Ar gyfer y Gymraeg, defnyddiwch ein gwasanaeth cyfieithu drwy glicio’r botwm ‘ENG’ yng nghornel dde isaf eich sgrin, a dewis ‘Welsh’.
The Royal Welsh Agricultural Show (RWAS) has been running for over 120 years and has been based at Builth Wells in mid Wales since the early 1960s. This year’s show welcomed over 200,000 visitors across four days and LWA Cymru was there throughout. In this blog post our Cymru (Wales) Policy and Campaigns Coordinator, Ian, reflects on his time at the show, as well as some of the announcements that were made regarding the future of farm payments in Wales.
The Royal Welsh Agricultural Show (commonly referred to as ‘Y Sioe’ / ‘The Show’) started out as a platform to showcase Welsh farming – from its livestock breeds to its technology. It still maintains that traditional function today, with competitions and exhibitions covering everything from the celebrated ‘Welsh Cob Wednesday’ – when fifty stallions trot around the ring with flared nostrils guided by their waistcoated handlers – to the machinery and tractor stands where farmers and their families climb on larger tractors each year.
The Show is an important space for the rural communities of Wales and its central function in providing cultural cohesion is evident from the fact that every other conversation around the visitor takes place in Cymraeg, the Welsh Language. There’s also a very strong sense of pride around the living and heritage rural skills and livestock competitions and exhibitions. However, as you wander around the Showground, that emphasis on the traditional and artisanal often jars with the stalls selling plastic toys and garden furniture, and the seemingly ubiquitous presence of the Armed Services and their recruiting tents.
There’s a bit of a museum feeling to some of the RWAS displays. Marginal and preindustrial rural traditions such as hedge laying and coracle (traditional boat) building pull in the curious for sure. But that historical narrative contrasts sharply with the main technological attractions at the Show which promote fossil-fuelled big-ag machinery. Sitting alongside the few remaining immaculate and diminutive ‘classic’ tractors that once flooded the UK countryside on the back of the post-War Marshall Plan, there are marketing stands for tractors and kit that would require the average field gate of Wales to be doubled in size. Thus, RWAS also gives us a window onto the industrialisation process that has overtaken ‘conventional farming’ since the end of WWII. I live about 10 minutes South of the permanent Showground at Builth Wells. As I drive the perimeter road in the days building up to the show, the gathering of huge, shiny farm machinery looks like a festival for ‘soil compactors anonymous’!
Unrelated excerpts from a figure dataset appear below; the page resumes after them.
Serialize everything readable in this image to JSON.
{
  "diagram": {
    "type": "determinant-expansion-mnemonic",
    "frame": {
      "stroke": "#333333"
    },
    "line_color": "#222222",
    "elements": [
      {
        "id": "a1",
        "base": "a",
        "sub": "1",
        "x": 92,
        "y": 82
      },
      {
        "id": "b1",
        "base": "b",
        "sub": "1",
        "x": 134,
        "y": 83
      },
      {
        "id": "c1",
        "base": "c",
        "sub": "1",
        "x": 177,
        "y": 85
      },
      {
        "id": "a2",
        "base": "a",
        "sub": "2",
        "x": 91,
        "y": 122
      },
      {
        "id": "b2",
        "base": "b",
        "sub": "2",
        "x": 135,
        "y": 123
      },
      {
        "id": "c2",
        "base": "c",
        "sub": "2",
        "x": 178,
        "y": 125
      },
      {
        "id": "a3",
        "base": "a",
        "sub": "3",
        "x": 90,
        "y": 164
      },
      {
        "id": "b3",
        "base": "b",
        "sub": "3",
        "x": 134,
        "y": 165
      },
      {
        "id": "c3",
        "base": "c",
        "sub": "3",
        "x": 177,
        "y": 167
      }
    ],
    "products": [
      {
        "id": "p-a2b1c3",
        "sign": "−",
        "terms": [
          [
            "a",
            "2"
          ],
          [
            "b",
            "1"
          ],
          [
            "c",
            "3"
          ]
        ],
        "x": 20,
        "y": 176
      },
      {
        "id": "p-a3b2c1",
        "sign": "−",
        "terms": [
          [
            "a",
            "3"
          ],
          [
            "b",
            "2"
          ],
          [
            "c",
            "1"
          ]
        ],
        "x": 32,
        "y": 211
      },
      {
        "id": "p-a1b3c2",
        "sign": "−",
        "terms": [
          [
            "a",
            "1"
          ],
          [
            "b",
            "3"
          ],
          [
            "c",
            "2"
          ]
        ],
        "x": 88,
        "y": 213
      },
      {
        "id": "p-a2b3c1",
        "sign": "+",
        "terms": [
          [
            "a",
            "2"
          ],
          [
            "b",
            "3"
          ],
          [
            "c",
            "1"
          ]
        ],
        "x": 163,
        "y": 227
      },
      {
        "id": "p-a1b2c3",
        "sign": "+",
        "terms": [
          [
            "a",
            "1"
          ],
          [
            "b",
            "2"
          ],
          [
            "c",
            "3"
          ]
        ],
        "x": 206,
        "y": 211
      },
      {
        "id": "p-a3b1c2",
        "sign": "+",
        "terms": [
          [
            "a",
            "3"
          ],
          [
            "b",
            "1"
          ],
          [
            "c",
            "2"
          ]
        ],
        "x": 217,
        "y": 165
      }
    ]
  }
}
Inevitably, over time, RWAS has been pushed beyond farming to feature broader, and often contradictory, rural interests. From the cage-full of dozing foxhounds at the Countryside Alliance stall, to the family-friendly membership recruiting tent of the RSPB, this year’s Show again testified to the strained societal dynamics of modernity’s rural landscape and its stakeholders. The contested nature of our rural issues was brought sharply into focus by this being the final RWAS before the next Welsh Senedd (Parliament) elections in May 2026. The Show was peppered with stands for the mainstream political parties and their associated pressure groups.
This year, LWA Cymru was fortunate to share a space in the Show’s ‘Horticultural Village’ with our friends from the Soil Association, LANTRA and Food Sense Wales. We were at the quieter end of the Showground – linked to a beautiful display garden from LWA members associated with the Wales Seed Hub/Hwb Hadau Cymru – but together we made sure that the voices of organic and agroecological farmers in Wales were taking up space and being heard.
Sustainable Farming Scheme (SFS) updates
The post-Devolution Welsh Government, picking up from UK ministerial habits, has used RWAS as a platform to launch policies and initiatives since its inception. Most of the political farming focus this year was on the emerging Sustainable Farming Scheme (Wales’ proposed replacement for Basic Payments Scheme and other legacy CAP support mechanisms for agri-environmental payments), which is due to be rolled out in January 2026.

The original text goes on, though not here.